I am writing a Silverlight application which will be used in multiple countries by a large organisation. The users are all used to working in English, so there's no requirement for a complex internationalization approach.
However, the one thing which causes major annoyance is for dates to appear in the American mm/dd/yyyy format in the rest of the world.
So I was rather upset when I realised that although my PC is set to the UK regional settings, my Silverlight app ignored this and insisted on formatting DateTime
fields as mm/dd/yyyy when, for example, I displayed a date in a DataGrid
column.
My initial attempts to fix this found me loads of articles about complex internationalization techniques in Silverlight and .NET, and it started to look as though I'd have no choice but to write custom-handlers for all my date fields.

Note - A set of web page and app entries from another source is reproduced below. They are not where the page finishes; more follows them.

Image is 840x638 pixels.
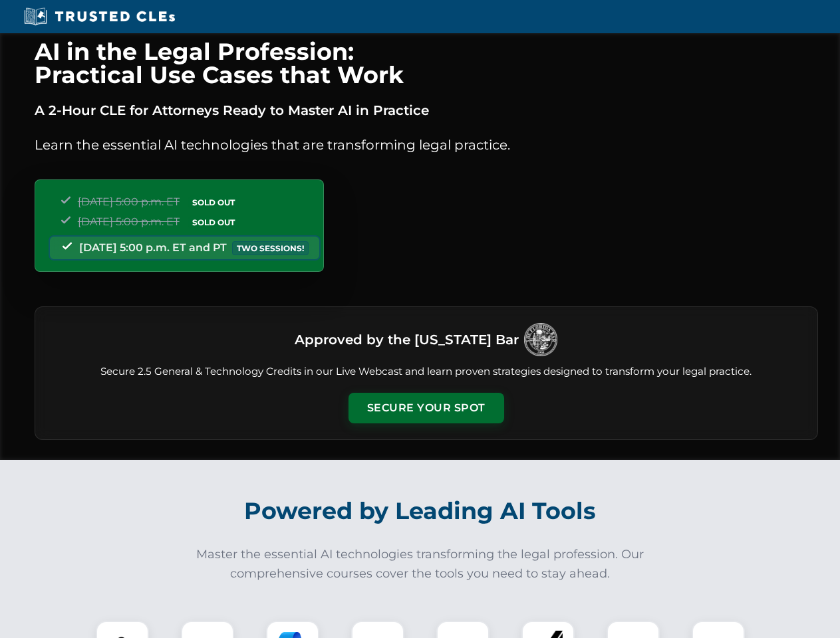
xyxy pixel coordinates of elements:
h2: Powered by Leading AI Tools [52,488,788,535]
p: Master the essential AI technologies transforming the legal profession. Our comprehensive courses... [187,545,653,583]
p: A 2-Hour CLE for Attorneys Ready to Master AI in Practice [35,100,818,121]
span: SOLD OUT [187,195,239,209]
p: Secure 2.5 General & Technology Credits in our Live Webcast and learn proven strategies designed ... [51,364,802,379]
img: Logo [524,323,557,356]
span: SOLD OUT [187,216,239,229]
p: Learn the essential AI technologies that are transforming legal practice. [35,134,818,155]
h1: AI in the Legal Profession: Practical Use Cases that Work [35,40,818,86]
img: Trusted CLEs [20,6,179,27]
h3: Approved by the [US_STATE] Bar [295,328,518,351]
button: Secure Your Spot [348,393,504,423]
span: [DATE] 5:00 p.m. ET [78,195,180,208]
span: [DATE] 5:00 p.m. ET [78,216,180,228]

Fortunately, I then discovered some references to the System.Windows.Markup.XmlLanguage
class. All I needed to do was add a few lines to my MainPage()
routine as follows:
using System.Windows.Markup;
using System.Threading;
.....
public MainPage()
{
this.Language = XmlLanguage.GetLanguage(Thread.CurrentThread.CurrentCulture.Name);
InitializeComponent();
......
and suddenly my dates looked as I wanted them to.
Depending on the way you structure your code, you may need to add a similar line in the constructors of other UI elements, but so far I've found that just this one line does the trick.
To be honest, I don't really understand why this behaviour isn't the default. Silverlight knows perfectly well what language you want - the main thread has the information - but it doesn't propagate that up to the UI elements unless you do it explicitly.